A medallion worn by members of the Black Tuna gang

A fugitive member of the 1970s drug smuggling racket known as Black Tuna was arrested yesterday in his West Palm Beach retirement village after 30 years on the lam.

Mark Steven Phillips, who is now 62, fled during his 1979 trial. He reportedly lived for years in Santiago, Chile, under a fake name, earning a living as a journalist and a commercial fisherman. He would pop up on the feds’ radar screens from time to time, sometimes in Germany, sometimes in New York or Miami.

Then, last September, he got a Florida driver’s license under his real name and investigators picked up the scent.

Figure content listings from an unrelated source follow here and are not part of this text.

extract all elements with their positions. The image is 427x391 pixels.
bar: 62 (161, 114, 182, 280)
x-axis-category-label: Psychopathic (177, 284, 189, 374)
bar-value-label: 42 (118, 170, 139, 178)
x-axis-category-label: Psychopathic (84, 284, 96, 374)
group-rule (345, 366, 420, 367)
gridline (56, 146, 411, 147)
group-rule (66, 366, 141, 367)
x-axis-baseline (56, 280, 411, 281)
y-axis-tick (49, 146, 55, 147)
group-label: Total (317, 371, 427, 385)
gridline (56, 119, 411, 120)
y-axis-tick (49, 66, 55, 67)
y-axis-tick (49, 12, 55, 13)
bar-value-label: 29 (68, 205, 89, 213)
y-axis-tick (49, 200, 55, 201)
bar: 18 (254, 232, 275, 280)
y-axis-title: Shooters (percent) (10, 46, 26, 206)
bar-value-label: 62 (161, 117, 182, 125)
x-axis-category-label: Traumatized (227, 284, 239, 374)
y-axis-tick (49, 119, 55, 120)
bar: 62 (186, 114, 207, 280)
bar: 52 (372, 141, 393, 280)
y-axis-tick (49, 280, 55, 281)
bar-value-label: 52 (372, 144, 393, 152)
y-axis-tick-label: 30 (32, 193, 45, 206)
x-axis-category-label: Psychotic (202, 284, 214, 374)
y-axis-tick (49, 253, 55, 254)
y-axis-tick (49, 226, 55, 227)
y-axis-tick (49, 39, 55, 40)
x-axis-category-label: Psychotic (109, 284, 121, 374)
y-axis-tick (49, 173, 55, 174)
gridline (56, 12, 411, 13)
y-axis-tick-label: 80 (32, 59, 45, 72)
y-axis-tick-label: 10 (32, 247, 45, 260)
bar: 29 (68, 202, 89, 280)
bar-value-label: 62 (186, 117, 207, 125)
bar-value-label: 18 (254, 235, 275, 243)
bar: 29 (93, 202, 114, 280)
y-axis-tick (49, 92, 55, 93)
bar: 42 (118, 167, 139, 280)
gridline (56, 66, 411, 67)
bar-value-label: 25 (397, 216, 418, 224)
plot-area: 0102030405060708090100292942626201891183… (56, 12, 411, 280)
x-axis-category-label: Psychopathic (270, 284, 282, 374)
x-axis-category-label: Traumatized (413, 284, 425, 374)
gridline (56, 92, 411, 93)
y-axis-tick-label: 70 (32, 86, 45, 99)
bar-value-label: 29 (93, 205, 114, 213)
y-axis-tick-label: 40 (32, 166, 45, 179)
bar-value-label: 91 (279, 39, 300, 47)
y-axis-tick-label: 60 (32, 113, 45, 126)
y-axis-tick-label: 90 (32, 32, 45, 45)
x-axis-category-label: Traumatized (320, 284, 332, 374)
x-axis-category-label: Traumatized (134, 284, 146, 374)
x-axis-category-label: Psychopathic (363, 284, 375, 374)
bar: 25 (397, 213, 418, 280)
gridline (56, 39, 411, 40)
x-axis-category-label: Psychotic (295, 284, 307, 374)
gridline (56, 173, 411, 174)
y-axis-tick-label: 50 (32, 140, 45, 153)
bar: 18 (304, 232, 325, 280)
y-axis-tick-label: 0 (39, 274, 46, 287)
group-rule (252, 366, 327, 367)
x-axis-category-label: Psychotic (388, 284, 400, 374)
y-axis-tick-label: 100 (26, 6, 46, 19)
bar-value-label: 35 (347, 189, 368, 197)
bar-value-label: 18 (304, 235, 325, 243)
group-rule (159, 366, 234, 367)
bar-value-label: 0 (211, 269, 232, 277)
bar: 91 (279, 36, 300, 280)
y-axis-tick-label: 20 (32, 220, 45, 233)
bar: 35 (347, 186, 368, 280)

A U.S. marshal woke him up yesterday morning at his rented home in a senior living community.

“The judge wants to see you, Mark,” he said.

“The judge wants to see me, from 30 years ago,” he mumbled back.

Phillips was convicted in absentia in 1980 on charges of racketeering and possession of marijuana with intent to distribute. Prosecutors said he used his family’s yacht business, Striker Aluminum Yachts, to broker yacht sales to the Black Tuna gang. He modified them, adding maximum cargo space and painting false water lines to trick authorities into thinking that the yachts, packed to the brim with marijuana, weren’t riding lower than normal.

According to the Miami Herald, the Black Tunas smuggled an estimated 500 tons of marijuana into the country in 16 months.

Phillips was arrested in 1979 and attended several weeks of his trial. Then he fled, in November 1979.

When marshals picked him up this morning, 31 years later, they said he kept all of his belongings in a single travel bag. He was always ready, it seems, to keep fleeing.